Wednesday, March 16, 2011

Walking through history — Part I

Each morning, God's weather and my mood permitting, I take a four-mile walk along the trail at Grimes School. I've done this for years. Sometimes I extend this exercise an extra half-hour or so by heading off to the nearby Lexington City Cemetery, part of which is built on a considerable incline and so it really gets my heart to pumping.

Perhaps strange to say, I like cemeteries. I consider them to be very much like history books for all the tales they tell — or tales not told but imagined, depending on how well you can divine the weather-beaten words etched on the tombstones. In any case, they really do talk to me.

Once, while in Brunswick, Maine, my wife and I found the resting place of Joshua Lawrence Chamberlain, a Union hero at the Battle of Gettysburg. Another time, we found the elaborate grave of Confederate general James Longstreet in massive Alta Vista Cemetery in Gainesville, Ga.

Anyway, Lexington's cemetery is as conversational as any I've strolled through, and with a minimum of research, you can find some very interesting stories buried there. I'd like to relate a few that I've uncovered, so bear with me, dear reader, because it may take me several posts over the course of several days to accomplish this.

And we'll start with what I consider to be a very intriguing story:

One of the most prominent markers in the cemetery belongs to Dr. R.L. Payne. It stands about six feet high, accented at its base by a UDC Southern Cross of Honor, indicating that the good doctor was a Confederate veteran.

But the one thing that catches your eye on his stone, above all else, is the word "Assassinated."

Holy smokes. What's that all about? Who assassinates doctors?

Turns out Baxter Shemwell did.

This occurred in 1895. Shemwell was a rather well-connected guy back in the day, operating several businesses, including a livery stable, a farm implement store and a pharmacy, among his other enterprises.

He also liked to carry firearms. That, and his apparently short-fused temper, did not promise for lasting relationships. Shemwell became embroiled in a feud with Dr. Payne over an insurance policy, according to a book by former Thomasville Times editor Wint Capel titled The Good Doctor's Downfall (which, interestingly enough, is not about Dr. Payne, but rather Thomasville physician J.W. Peacock, who gunned down Chair City police chief John Taylor in 1921. What the heck...?)

Anyway, Shemwell encountered Dr. Payne on Lexington's Main Street one day (I've been told this was during a break in a court appearance for both), and Shemwell pulled out his pistols and started firing away, killing the doctor, who ended up with a pretty nice and thought-provoking marker in the cemetery.

Shemwell, meanwhile, pleaded self-defense in the ensuing trial and got off. Connections? Maybe.

But apparently he was a nasty guy. He later served time for attempting to shoot down attorneys Wade Phillips and John Bower for refusing to accept a retainer from him. Shemwell served part of a subsequent 30-month sentence working on a chain gang on Highway 47 out toward Central Davidson, which now bears the name of Shemwell Highway.

He once held a gun to a train conductor's belly when he was told the train did not make a scheduled stop in Lexington. It did that day.

Shemwell finally died in, yes, a gunfight on Main Street in 1932. He was 74 at the time, and he intended to shoot down storekeeper Adam Sink, who held several mortgages on property that Shemwell had title to. In the gunplay that followed, Shemwell was brought down by Lexington police chief R.B. Talbert. Shemwell survived long enough to be taken to the hospital, where he died of his wounds.

It's said that Shemwell's final resting place is a secret, but an Internet search revealed an obituary that said, in part, that Shemwell "will be taken to Tyro and laid to rest in the cemetery where the parents of the deceased and other near relatives are buried." It's uncertain whether or not that cemetery still exists. It's uncertain whether or not I will look for it.

Talbert later went on to have a boulevard named after him, where you can now enjoy several Mexican restaurants, pizza, movies, or a workout in a gym.

Ain't history grand?

Coming up: Gen. Bob Sink, two unlikely GAR markers, Cicero Lowe and Harry Anderson.

1 comment:

  1. It is a great story! I'd go ahead and get started on the screenplay if I were you old boy. Would make a heck of a movie!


## EXERCISE AIM
Among the entries below, take the line with "The width and height of the screenshot is (917, 438)." and the line with "The image size is (1425, 701).", and output them and every line between them exactly, with nothing else.

[Stored items]
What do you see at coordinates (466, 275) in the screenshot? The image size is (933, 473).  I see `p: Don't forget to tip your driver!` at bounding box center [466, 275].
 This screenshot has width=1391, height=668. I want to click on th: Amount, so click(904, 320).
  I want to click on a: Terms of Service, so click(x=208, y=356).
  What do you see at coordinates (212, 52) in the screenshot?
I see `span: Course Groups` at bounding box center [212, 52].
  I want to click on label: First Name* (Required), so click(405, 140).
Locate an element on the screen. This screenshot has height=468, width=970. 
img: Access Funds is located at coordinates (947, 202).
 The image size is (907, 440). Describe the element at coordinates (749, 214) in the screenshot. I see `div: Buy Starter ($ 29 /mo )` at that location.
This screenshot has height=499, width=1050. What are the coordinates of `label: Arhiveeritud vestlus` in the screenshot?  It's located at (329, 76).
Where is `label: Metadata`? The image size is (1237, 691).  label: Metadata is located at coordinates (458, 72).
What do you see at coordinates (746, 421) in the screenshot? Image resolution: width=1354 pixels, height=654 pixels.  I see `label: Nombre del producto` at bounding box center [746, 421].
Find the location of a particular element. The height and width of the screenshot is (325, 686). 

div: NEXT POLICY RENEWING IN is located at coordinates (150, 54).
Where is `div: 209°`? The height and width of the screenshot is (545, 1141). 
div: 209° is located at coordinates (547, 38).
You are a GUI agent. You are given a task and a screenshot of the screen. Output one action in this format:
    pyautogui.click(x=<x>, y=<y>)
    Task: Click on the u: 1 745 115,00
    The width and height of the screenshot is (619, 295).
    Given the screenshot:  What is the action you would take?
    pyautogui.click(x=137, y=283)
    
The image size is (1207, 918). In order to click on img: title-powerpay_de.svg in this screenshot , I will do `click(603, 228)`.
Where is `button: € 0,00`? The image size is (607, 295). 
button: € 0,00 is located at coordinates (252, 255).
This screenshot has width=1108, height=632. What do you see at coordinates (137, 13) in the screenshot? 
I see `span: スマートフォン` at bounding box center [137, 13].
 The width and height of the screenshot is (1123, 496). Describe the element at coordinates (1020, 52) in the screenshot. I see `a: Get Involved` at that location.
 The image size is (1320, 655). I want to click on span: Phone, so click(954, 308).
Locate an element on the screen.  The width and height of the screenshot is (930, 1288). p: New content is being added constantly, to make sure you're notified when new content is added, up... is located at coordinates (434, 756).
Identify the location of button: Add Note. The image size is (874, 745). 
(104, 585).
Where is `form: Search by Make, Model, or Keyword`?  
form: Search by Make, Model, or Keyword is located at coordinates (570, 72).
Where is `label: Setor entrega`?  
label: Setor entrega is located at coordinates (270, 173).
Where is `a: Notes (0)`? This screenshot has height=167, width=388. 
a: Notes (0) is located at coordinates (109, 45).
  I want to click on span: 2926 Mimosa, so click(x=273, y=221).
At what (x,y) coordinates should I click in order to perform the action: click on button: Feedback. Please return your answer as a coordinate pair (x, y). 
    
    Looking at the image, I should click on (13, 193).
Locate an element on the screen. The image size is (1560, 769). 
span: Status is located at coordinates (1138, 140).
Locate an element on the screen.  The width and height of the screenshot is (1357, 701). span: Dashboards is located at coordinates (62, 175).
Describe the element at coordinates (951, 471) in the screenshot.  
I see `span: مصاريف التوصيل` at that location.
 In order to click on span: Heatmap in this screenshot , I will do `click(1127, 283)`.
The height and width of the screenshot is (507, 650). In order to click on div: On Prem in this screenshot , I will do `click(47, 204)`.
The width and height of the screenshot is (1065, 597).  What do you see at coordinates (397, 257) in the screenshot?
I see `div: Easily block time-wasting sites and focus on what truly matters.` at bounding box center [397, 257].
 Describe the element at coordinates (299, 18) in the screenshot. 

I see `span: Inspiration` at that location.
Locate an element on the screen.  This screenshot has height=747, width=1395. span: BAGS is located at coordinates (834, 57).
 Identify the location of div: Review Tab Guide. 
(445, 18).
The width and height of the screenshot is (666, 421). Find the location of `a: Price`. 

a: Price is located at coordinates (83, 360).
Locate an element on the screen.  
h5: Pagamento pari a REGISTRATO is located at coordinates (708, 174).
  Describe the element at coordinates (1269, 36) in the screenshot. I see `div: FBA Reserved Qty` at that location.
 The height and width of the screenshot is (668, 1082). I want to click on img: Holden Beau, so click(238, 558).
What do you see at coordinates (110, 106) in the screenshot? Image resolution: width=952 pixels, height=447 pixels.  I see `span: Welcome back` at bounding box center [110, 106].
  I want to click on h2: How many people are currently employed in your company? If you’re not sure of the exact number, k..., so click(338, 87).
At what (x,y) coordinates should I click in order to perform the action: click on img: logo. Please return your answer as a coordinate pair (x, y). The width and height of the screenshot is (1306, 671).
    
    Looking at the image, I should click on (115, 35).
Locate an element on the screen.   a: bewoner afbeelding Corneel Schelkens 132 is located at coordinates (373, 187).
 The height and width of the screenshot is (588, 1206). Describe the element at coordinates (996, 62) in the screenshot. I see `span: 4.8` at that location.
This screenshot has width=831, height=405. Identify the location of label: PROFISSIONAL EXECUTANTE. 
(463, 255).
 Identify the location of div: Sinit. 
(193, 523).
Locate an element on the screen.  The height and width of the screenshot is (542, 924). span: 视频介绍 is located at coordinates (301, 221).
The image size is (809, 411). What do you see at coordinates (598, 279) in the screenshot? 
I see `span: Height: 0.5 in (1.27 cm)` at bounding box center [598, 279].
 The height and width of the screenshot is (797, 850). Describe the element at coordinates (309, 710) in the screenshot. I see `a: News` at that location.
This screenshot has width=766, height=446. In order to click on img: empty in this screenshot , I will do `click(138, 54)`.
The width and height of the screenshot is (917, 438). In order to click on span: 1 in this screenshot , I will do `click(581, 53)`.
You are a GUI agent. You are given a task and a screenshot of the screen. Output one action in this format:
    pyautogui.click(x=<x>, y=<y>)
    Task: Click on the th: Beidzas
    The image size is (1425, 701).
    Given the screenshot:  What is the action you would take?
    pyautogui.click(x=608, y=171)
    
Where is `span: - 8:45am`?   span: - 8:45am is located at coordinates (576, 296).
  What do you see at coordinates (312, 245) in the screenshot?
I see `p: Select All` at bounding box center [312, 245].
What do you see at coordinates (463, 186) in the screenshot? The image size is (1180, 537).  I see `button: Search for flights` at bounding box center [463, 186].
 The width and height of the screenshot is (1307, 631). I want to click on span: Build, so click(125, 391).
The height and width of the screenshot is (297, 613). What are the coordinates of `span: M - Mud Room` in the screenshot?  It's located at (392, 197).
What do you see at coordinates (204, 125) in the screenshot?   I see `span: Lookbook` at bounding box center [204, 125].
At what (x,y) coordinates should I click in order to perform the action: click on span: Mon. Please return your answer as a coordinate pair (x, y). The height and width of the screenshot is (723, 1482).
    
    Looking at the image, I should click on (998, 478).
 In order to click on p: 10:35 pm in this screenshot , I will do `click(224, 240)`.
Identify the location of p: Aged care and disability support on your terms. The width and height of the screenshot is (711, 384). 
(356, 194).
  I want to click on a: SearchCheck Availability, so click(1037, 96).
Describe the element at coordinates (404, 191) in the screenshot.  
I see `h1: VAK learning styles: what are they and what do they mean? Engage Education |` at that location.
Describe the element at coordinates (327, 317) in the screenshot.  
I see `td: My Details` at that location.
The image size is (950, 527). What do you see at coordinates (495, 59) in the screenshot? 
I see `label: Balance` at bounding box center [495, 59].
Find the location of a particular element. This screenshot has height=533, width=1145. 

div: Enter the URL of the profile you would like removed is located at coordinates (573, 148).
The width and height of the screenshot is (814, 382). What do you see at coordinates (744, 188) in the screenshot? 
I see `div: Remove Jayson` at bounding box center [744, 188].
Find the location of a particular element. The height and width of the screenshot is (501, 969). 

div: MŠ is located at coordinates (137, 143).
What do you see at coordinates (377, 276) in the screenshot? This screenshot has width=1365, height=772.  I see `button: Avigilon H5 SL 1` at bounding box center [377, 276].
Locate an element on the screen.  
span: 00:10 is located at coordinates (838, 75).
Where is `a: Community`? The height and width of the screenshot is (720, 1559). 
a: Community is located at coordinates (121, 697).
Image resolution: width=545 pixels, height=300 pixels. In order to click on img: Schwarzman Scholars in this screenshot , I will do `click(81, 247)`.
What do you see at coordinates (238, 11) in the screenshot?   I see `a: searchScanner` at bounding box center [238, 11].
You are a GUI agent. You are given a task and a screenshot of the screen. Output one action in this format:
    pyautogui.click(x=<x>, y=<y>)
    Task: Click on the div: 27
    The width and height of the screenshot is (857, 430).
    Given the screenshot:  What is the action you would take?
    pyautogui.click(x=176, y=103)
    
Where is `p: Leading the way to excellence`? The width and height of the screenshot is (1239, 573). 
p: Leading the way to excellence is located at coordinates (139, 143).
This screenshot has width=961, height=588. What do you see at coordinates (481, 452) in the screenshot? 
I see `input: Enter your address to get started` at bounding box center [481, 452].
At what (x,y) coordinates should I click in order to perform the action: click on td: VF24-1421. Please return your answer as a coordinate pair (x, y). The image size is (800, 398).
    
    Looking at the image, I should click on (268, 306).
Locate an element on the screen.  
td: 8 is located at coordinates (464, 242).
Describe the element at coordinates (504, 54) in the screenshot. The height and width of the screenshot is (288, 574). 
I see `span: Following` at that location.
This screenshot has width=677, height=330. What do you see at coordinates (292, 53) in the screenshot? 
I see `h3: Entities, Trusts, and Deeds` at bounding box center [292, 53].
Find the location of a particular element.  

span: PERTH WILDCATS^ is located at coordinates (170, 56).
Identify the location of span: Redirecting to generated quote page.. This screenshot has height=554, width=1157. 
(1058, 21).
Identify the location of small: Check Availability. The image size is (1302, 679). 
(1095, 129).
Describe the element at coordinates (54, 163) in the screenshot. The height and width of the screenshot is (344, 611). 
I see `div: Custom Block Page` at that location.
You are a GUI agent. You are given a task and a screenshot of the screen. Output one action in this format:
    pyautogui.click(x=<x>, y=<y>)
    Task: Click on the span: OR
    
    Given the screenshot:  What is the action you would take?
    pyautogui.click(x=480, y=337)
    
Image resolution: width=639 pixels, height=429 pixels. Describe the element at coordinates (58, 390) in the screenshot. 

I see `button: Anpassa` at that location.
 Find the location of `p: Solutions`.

## EXERCISE RESULT
The width and height of the screenshot is (917, 438). In order to click on span: 1 in this screenshot , I will do `click(581, 53)`.
You are a GUI agent. You are given a task and a screenshot of the screen. Output one action in this format:
    pyautogui.click(x=<x>, y=<y>)
    Task: Click on the th: Beidzas
    The image size is (1425, 701).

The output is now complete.